Supreme Court to Take Up Second Amendment This Week
Monday, March 17th, 2008
PITTSBURGH-David Harris, University of Pittsburgh professor of law and a leading national authority on racial profiling, calls the Second Amendment case on whether the District of Columbia can ban handguns that is to be argued before the U.S. Supreme Court tomorrow “one of the blockbuster cases of the term.” Harris says this is the first time the Supreme Court will talk about the Second Amendment “right to bear arms” since the 1930s.
According to Harris, the court must decide whether the Second Amendment espouses a collective or an individual right. He says that among the possible outcomes is a decision by the court that the amendment is completely individual, which could throw out all gun regulation; or, on the other hand, the court could rule that the amendment is collective, allowing states and the federal government to regulate guns as much as they wish.
Another interesting wrinkle, says Harris, is the split in the Bush Administration over the case. The solicitor general, Paul D. Clement, who speaks for the administration before the Supreme Court, thinks the case should be sent back to the U.S. Court of Appeals for the D.C. Circuit, while Vice President Dick Cheney feels the Court of Appeals made the right decision.
In the end, Harris believes the Supreme Court will take a middle position and say that “the right to bear arms is an individual right, but some amount of reasonable regulation by the states and federal government is allowed.”
There is no doubt that this is going to be a landmark case and I am very interested to see how the justices split on this, if at all. I personally believe that if you really sit back and look at the entire picture it’s absurd to believe that an Originalist view of the Second Amendment does not guarantee that firearm ownership is an individual right. Everyone owned a gun in colonial days and we had the British at our front door ready to break the thing down and charge in with guns a blazing. If the justices are truly interprating the Constitution as the Founders intended then it should be a 9 to 0 ruling in favor of an individual right to bear arms. Of course, I realize that will not be the case. Ideology rather than Constitutional law has taken precedent in many of the court’s cases over the past several years.
Something that Harris does not mention in his piece is the belief espoused by some that the Second Amendment prohibits the Federal government from enacting firearm restrictive legislation, but that it does not apply to the states or local governments. In other words, the United States Senate can’t ban firearms on the whole country, but the State of New York could within its borders if it so decided. I have always been of the understanding that the U.S. Constitution trumps any State Constitution or local ordinance, but perhaps not. The Supreme Court could rule in some variation of this idea, particularly when you take into consideration that Washington D.C. is not a state, but a district of the Federal government and may theoretically exist outside the boundaries of restrictions placed on the Feds by the U.S. Constitution.
In any case, I do believe that Harris’s conclusion is likely to be the outcome, that the Second Amendment protects an individual right, but common sense restrictions may be applied in some manner by the Federal government or states or both. Should that be the case, does that really solve the issue at hand? What is considered to be a reasonable restriction? Currently in D.C. a shot gun may be kept in the house but it has to be unloaded and fixed with a trigger lock (rendering it completely useless in an emergency). I don’t consider this a reasonable restriction, so if Harris is correct, we will still be asking ourselves what is to become of the D.C. gun ban at the end of this week?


- [Prompt]:
The listing below should be copied in full, word for word.
»»
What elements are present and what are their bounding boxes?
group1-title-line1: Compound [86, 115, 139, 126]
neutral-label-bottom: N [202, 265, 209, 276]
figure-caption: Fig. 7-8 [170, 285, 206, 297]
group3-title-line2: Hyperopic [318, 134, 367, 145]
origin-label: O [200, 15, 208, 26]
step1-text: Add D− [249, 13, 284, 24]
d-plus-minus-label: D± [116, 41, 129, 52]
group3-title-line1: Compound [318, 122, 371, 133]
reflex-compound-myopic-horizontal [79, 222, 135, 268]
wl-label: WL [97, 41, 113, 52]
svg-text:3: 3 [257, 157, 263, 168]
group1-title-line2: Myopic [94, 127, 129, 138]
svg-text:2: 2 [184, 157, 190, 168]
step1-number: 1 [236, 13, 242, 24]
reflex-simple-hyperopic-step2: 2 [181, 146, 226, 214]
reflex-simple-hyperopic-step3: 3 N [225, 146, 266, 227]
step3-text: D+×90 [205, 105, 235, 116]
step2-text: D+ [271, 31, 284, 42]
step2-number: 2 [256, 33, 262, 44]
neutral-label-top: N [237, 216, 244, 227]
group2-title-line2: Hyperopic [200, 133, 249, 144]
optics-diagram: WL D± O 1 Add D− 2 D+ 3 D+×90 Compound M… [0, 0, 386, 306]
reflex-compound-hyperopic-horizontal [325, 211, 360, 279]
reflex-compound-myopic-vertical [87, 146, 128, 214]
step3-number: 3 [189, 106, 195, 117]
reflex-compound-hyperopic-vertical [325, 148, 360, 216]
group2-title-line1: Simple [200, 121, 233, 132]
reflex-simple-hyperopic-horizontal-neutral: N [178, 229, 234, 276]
««
- [Exercise solution]:
What elements are present and what are their bounding boxes?
group1-title-line1: Compound [86, 115, 139, 126]
neutral-label-bottom: N [202, 265, 209, 276]
figure-caption: Fig. 7-8 [170, 285, 206, 297]
group3-title-line2: Hyperopic [318, 134, 367, 145]
origin-label: O [200, 15, 208, 26]
step1-text: Add D− [249, 13, 284, 24]
d-plus-minus-label: D± [116, 41, 129, 52]
group3-title-line1: Compound [318, 122, 371, 133]
reflex-compound-myopic-horizontal [79, 222, 135, 268]
wl-label: WL [97, 41, 113, 52]
svg-text:3: 3 [257, 157, 263, 168]
group1-title-line2: Myopic [94, 127, 129, 138]
svg-text:2: 2 [184, 157, 190, 168]
step1-number: 1 [236, 13, 242, 24]
reflex-simple-hyperopic-step2: 2 [181, 146, 226, 214]
reflex-simple-hyperopic-step3: 3 N [225, 146, 266, 227]
step3-text: D+×90 [205, 105, 235, 116]
step2-text: D+ [271, 31, 284, 42]
step2-number: 2 [256, 33, 262, 44]
neutral-label-top: N [237, 216, 244, 227]
group2-title-line2: Hyperopic [200, 133, 249, 144]
optics-diagram: WL D± O 1 Add D− 2 D+ 3 D+×90 Compound M… [0, 0, 386, 306]
reflex-compound-hyperopic-horizontal [325, 211, 360, 279]
reflex-compound-myopic-vertical [87, 146, 128, 214]
step3-number: 3 [189, 106, 195, 117]
reflex-compound-hyperopic-vertical [325, 148, 360, 216]
group2-title-line1: Simple [200, 121, 233, 132]
reflex-simple-hyperopic-horizontal-neutral: N [178, 229, 234, 276]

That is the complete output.